Advanced packaging is also becoming a significant growth driver, and accounts for nearly 10% of the company's total sales. The capacity for advanced Chip on Wafer on Substrate (CoWoS, an advanced packaging technology used to stack multiple logic and memory chips to improve performance and power efficiency) remains tight. TSMC is working to bridge the supply-demand gap in advanced packaging. The company has announced plans to build two advanced packaging fabs in Arizona. The company is already working with a U.S. Outsourced Semiconductor Assembly and Test (OSAT) partner, which is also building a packaging fab in Arizona.
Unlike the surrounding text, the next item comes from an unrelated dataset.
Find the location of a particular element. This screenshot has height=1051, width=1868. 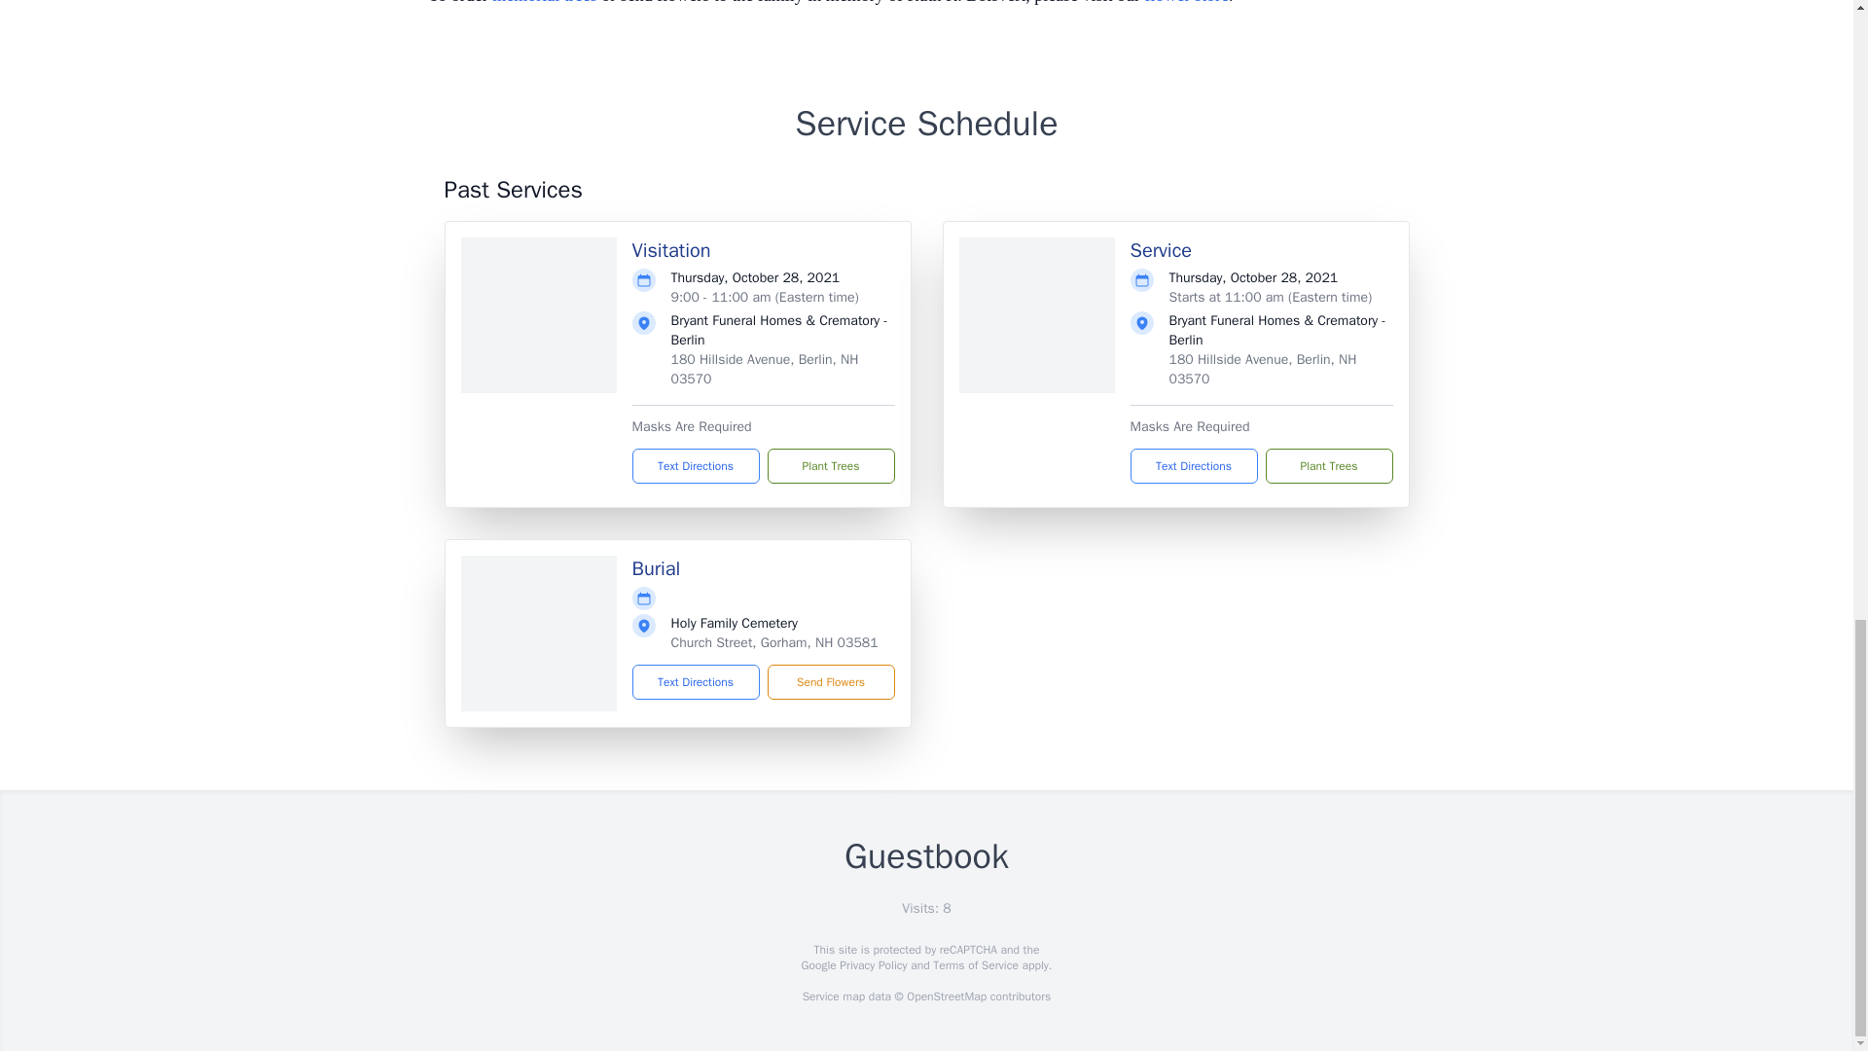

Plant Trees is located at coordinates (1327, 465).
These initiatives are aligned with TSMC's Foundry 2.0 model, which focuses on the entire chip manufacturing process, including front-end fabrication, advanced packaging, and back-end activities. This ensures improved system-level performance for the customers.
TSMC expects its fiscal 2025 capex to be in the range of $40 billion to $42 billion. However, with nearly $90 billion in cash on its balance sheet, the company has sufficient funds to continue investing in its growth initiatives.
TSMC trades at 25.3 times forward earnings, which seems reasonable, considering its dominant position in the semiconductor supply chain and improving profitability. Hence, the stock is a very smart way to benefit from the AI wave in the long run.